PD barricade blocks access to HB bookstore

Sue de La Camp shelves books at the Friends of the Library bookstore. Photo by Micah Worner

by Micah Worner

One of my favorite bookstores is the Bard Street Bookstore off Pier Avenue in Hermosa Beach. It’s run by the Friends of Library out of a small garage and stocked with hundreds of donated books. You can find everything from Shakespeare’s “The Tempest” to the JK Rowling’s Harry Potter series, all for a dollar each.

I went there to find the books on my summer reading list, instead of Barnes and Noble, where I would have spent a lot more of my mom’s money.

As I headed down Pier Avenue to turn at the Stars Antique Market, a 10-foot-high metal fence blocked my access to the bookstore. Confused, I circled around the back to the 11th Street entrance where there was another metal gate, barrier and lots of signs: Do Not Enter Road Closed and No Pedestrian Access to Pier Ave.

Was I breaking the law by heading to the bookstore? And why was it so hard to get there? To visit the Bard Street Bookstore visitors must walk in the front door of city hall and out the back door to Bard Street.

Hermosa Beach Police Capt. Milton McKinnon was kind enough to meet with me to provide some answers. Closing off Bard Street to pedestrians and cars was a “safety issue,” he said.

Before the street barriers, police and fire trucks had trouble getting around pedestrians and cars when responding to emergency calls.

Making it less dangerous for pedestrians was a top priority. Another priority was to provide an enclosed area for police officers and staff to park their cars, some of which had been vandalized, McKinnon said.

“Some people don’t necessarily like the police and here we are exposing our officers at late night hours, or even right now, where they walk out and right then and there, they’re on. There was no security,” he said.

Hermosa Beach was the only city in the South Bay that did not provide an enclosed area to park police and employee cars, McKinnon explained.

The gates provide an enclosed and secure area for police cars, but they also cut off access to the bookstore.

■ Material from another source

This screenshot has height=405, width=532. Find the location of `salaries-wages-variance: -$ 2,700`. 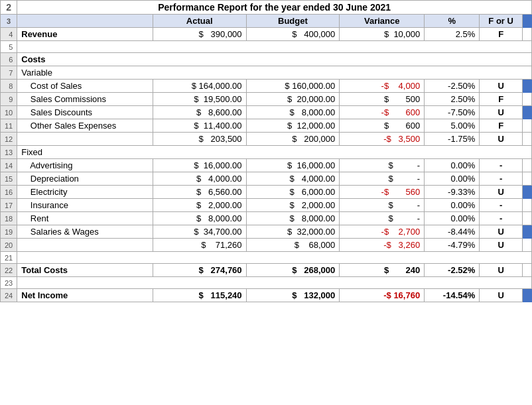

“It’s a terrible idea,” Friends of the Library volunteer Sue de la Camp said of the barriers. “I think that it is totally not what the beach community, Hermosa Beach, has prided itself on, a warm open community.”

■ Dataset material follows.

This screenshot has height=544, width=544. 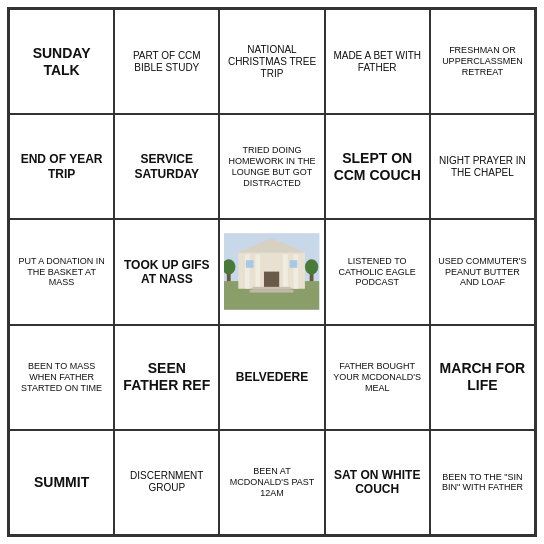 What do you see at coordinates (166, 166) in the screenshot?
I see `cell-text-r1c1: SERVICE SATURDAY` at bounding box center [166, 166].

De la Camp said the city’s original plan was to relocate the bookstore to another location, but those plans have stalled because of a lack of funding.

When I asked McKinnon if is he would consider leaving a small portion of the front door open while the bookstore in open on Monday mornings from 9 a.m. to noon, he said it was not a possibility.

“I am not okay with that,” he said. “I recognize that it’s pain. But I’m not going to leave that open right now.”

McKinnon said the police department is waiting on a lock, expected next month, so people could exit from the Pier Avenue gate, but it cannot be used as an entrance.

In the meantime, foot traffic and donations have gone down at the bookstore.

I found every single book on my summer reading list at the Bard Street Bookstore, but I had to go through an obstacle course to get there.

Once I got there, the volunteers were super friendly and helpful, and really encouraged reading. I wouldn’t want my generation, a generation that loves to play video games and watch cat videos on YouTube, to miss out on that.